Visit-tutorial-NamedSelections
This section contains some tutorial examples that show how to use named selections in VisIt.
Contents
Resources
- These examples use data files from the Tutorial Data.
Named Selections
Named selections restrict the cells used in a plot to a user-specified list of cells. This set of cells usually consists of domainID and cellID pairs. The selections can come from a text file or can be generated from existing plots in VisIt. The selections can be given names (hence the name "named selection") and can be applied to plots using the Subset window.
In this example, we will use named selections to coordinate selected cells between 2 plots.
- Open example.silo
- Add a Parallel Coordinates plot of pressure, radial, grad_magnitude, temp and click Draw
- Enable the Axis restriction tool in the vis window
- Restrict pressure to roughly 3.5 to 4.0
- Open the Selections window
- Click New to activate the Selection Dialog. This will make a new selection with a default name like selection01. Click the dialog's OK button to make a selection based on the current Parallel Coordinates plot.
- Turn on the Automatically apply updated selections check box in the Selections window
- Switch to a 1x2 window layout
- Make window 2 active, delete any plots that were copied to it
- Add a Pseudocolor plot of temp and click Draw
- Open the Subset Window and make the new Pseudocolor plot use selection01 as its selection
- Go back to window 1 and restrict the radial variable to roughly 15 to 25
- Restrict grad_magnitude to roughly 0.0 to 0.2
- Restrict temp to roughly 2.0 to 2.5
- When you are done, delete window 2 and delete all plots from window 1
Cumulative Query
Cumulative query is a type of named selection that can apply various range queries to data over time. Each time step in the dataset will have some list of cells that satisfies the query criteria. The list of cells can be binned in various ways to and those bins can be restricted to come up with a final list of cells that can be used as a selection.
Finding areas of the globe that have warmed the most
In this example, we will use the avg_temp.visit dataset, which contains the average annual temperature for nearly one century (some years may be projections).
- We want to see the areas on the globe that have warmed the most and have an idea how the has warming progressed.
- We will compute the difference of each year vs. the first year and then see which regions have most frequently been warmer by at least 5 degrees F.
- We will find the regions using cumulative query.
Set up some map context
- Turn on Auto apply in the Main window
- Open continents.shp
- Create a Mesh plot of polygon and click Draw
- Turn off the Apply selection to all plots check box under the plot list
Select the warmer regions
- Open avg_temp.visit
- Open the Expression window
- Create scalar expression tdelta defined as temp_F - conn_cmfe(<[0]i:temp_F>, mesh)
- Open the Controls->Selections window
- Click the New button in the lower left of the window to start creating the selection via the Selection creation dialog.
- Type five_degrees for the selection name
- Click the Database radio button so the avg_temp.visit database will be used for the selection.
- Click the OK button
- Now, in the Selections window, click the Cumulative Query check box to enable the settings for cumulative queries
- Next to the Add variable label, select the tdelta variable to add the tdelta variable to the cumulative query
- Type 5 for the minimum value of tdelta
- Click on the Histogram tab
- Create a Pseudocolor plot of temp_F and click Draw
- Open the Subset window and select five_degrees from the Applied selection options. This will cause your plot to be restricted to the regions that have ever warmed more than 5 degrees.
Show consistently warmer regions
The above plot shows that most of the land areas on the Earth have at some point been warmer than 5 degrees since the first time step in the dataset.
- We want to see which regions have been warmer most frequently
- We can do this be changing the five_degrees named selection
We will change the cumulative query from sorting based on time to sorting based on matches. This means that the cells will be sorted by the number of times they matched the query criteria over time. The cells will then be placed into bins. Cells that matched less frequently will be in bins on the left. Cells that match most frequently will be in bins on the right. For relatively small numbers of time steps, the number of bins will be equal to the maximum number of time steps that generated a match. In the context of this example, the bins on the right were found to be warm for the largest number of time steps.
- Get back to the Histogram tab in the Selections window
- Change the Axis setting from Time to Matches. This will produce a different histogram.
- Type 58 into the Minimum bin spin box
- Click the decrement button on the Minimum bin spin box several times and watch the warm regions expand on the map. Note that most of them appear in the Arctic, indicating that the Arctic has been warming more than most regions on Earth.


**Action item**
After locating the line with "Where is each" below, output it and each following line exactly, stopping after the line with "Give me the". No pictures.

**Task input**

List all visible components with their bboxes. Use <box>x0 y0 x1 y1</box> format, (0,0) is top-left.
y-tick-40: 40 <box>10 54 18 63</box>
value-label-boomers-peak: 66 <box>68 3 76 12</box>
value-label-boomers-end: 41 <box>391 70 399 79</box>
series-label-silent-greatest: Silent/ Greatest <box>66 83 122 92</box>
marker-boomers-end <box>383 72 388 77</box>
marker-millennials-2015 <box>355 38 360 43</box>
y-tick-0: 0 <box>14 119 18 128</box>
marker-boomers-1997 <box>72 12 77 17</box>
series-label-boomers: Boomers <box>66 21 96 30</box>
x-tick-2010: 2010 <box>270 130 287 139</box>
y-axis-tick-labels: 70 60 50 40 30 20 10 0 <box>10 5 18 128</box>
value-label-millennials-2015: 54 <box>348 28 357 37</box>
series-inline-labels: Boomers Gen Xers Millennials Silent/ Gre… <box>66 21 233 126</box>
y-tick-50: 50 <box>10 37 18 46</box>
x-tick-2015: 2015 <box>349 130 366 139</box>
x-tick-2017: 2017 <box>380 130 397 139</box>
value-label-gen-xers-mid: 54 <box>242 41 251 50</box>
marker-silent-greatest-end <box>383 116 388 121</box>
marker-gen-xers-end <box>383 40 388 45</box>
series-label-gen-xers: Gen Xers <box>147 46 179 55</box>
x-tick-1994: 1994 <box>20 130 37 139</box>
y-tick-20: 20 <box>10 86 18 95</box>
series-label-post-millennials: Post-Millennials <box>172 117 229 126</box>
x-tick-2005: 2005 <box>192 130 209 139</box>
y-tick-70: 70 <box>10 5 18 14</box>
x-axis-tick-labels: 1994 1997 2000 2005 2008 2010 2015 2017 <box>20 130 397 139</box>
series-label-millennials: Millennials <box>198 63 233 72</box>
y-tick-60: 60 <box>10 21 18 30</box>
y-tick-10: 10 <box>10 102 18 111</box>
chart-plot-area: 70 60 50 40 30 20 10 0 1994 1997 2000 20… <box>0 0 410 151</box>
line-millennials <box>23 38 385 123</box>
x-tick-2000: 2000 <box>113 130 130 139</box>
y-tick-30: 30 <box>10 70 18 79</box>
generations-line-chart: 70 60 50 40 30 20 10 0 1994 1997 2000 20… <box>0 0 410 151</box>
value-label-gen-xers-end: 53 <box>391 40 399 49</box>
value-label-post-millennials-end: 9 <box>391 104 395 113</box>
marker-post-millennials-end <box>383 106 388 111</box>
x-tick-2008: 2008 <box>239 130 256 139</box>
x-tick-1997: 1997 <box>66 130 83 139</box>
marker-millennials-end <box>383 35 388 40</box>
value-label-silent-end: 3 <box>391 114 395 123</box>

---

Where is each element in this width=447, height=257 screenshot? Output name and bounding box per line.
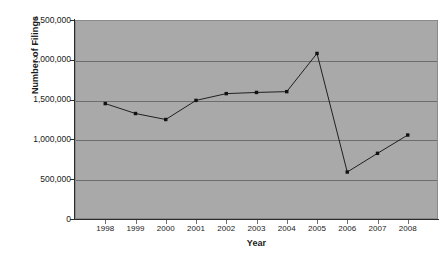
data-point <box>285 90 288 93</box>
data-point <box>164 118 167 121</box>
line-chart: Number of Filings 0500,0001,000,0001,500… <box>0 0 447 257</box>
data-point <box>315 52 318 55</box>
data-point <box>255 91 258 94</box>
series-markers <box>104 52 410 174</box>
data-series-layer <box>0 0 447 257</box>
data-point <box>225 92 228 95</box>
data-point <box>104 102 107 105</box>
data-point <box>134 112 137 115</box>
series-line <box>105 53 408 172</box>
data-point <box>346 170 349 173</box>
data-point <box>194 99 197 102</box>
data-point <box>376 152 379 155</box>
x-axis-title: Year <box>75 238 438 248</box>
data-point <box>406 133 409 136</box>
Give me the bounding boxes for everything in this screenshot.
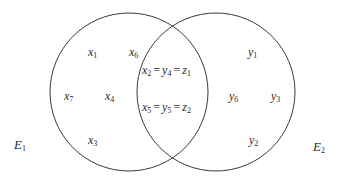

**Result below**
Where is each element in this width=447, height=257 screenshot? Output name and bounding box per line.
data-point <box>285 90 288 93</box>
data-point <box>164 118 167 121</box>
line-chart: Number of Filings 0500,0001,000,0001,500… <box>0 0 447 257</box>
data-point <box>315 52 318 55</box>
data-point <box>255 91 258 94</box>
series-markers <box>104 52 410 174</box>
data-series-layer <box>0 0 447 257</box>
data-point <box>225 92 228 95</box>
data-point <box>104 102 107 105</box>
data-point <box>134 112 137 115</box>
series-line <box>105 53 408 172</box>
data-point <box>346 170 349 173</box>
data-point <box>194 99 197 102</box>
data-point <box>376 152 379 155</box>
x-axis-title: Year <box>75 238 438 248</box>
data-point <box>406 133 409 136</box>
Give me the bounding boxes for everything in this screenshot.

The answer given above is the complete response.